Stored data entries

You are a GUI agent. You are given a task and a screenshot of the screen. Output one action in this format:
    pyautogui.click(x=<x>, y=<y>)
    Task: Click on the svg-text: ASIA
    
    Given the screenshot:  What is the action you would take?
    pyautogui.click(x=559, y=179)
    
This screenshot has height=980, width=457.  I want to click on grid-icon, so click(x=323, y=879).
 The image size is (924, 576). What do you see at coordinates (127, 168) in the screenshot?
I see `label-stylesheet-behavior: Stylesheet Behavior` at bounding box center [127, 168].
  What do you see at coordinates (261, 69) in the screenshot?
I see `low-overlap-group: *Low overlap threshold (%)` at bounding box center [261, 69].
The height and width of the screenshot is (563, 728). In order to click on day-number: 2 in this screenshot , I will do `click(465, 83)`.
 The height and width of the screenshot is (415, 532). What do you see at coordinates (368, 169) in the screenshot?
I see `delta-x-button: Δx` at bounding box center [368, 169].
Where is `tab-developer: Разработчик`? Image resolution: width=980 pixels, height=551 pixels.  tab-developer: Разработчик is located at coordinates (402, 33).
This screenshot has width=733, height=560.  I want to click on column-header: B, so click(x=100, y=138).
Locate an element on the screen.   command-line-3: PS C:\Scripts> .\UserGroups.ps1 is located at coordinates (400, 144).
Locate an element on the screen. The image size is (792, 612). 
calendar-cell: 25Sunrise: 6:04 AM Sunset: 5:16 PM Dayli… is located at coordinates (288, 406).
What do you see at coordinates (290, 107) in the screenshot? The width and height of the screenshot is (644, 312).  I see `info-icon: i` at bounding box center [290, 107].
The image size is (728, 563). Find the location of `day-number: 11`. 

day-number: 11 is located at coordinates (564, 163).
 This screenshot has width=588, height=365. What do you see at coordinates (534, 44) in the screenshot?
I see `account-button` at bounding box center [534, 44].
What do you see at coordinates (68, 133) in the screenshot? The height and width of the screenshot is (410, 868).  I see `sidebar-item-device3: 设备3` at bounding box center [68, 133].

Task to carry out: Could you reproduce exactly the lines of the entries above, from the one with "Task: Click on the svg-text: ASIA" through the one with "What do you see at coordinates (290, 107)", and nothing else?

Answer space:
    Task: Click on the svg-text: ASIA
    
    Given the screenshot:  What is the action you would take?
    pyautogui.click(x=559, y=179)
    
This screenshot has height=980, width=457.  I want to click on grid-icon, so click(x=323, y=879).
 The image size is (924, 576). What do you see at coordinates (127, 168) in the screenshot?
I see `label-stylesheet-behavior: Stylesheet Behavior` at bounding box center [127, 168].
  What do you see at coordinates (261, 69) in the screenshot?
I see `low-overlap-group: *Low overlap threshold (%)` at bounding box center [261, 69].
The height and width of the screenshot is (563, 728). In order to click on day-number: 2 in this screenshot , I will do `click(465, 83)`.
 The height and width of the screenshot is (415, 532). What do you see at coordinates (368, 169) in the screenshot?
I see `delta-x-button: Δx` at bounding box center [368, 169].
Where is `tab-developer: Разработчик`? Image resolution: width=980 pixels, height=551 pixels.  tab-developer: Разработчик is located at coordinates (402, 33).
This screenshot has width=733, height=560.  I want to click on column-header: B, so click(x=100, y=138).
Locate an element on the screen.   command-line-3: PS C:\Scripts> .\UserGroups.ps1 is located at coordinates (400, 144).
Locate an element on the screen. The image size is (792, 612). 
calendar-cell: 25Sunrise: 6:04 AM Sunset: 5:16 PM Dayli… is located at coordinates (288, 406).
What do you see at coordinates (290, 107) in the screenshot? The width and height of the screenshot is (644, 312).  I see `info-icon: i` at bounding box center [290, 107].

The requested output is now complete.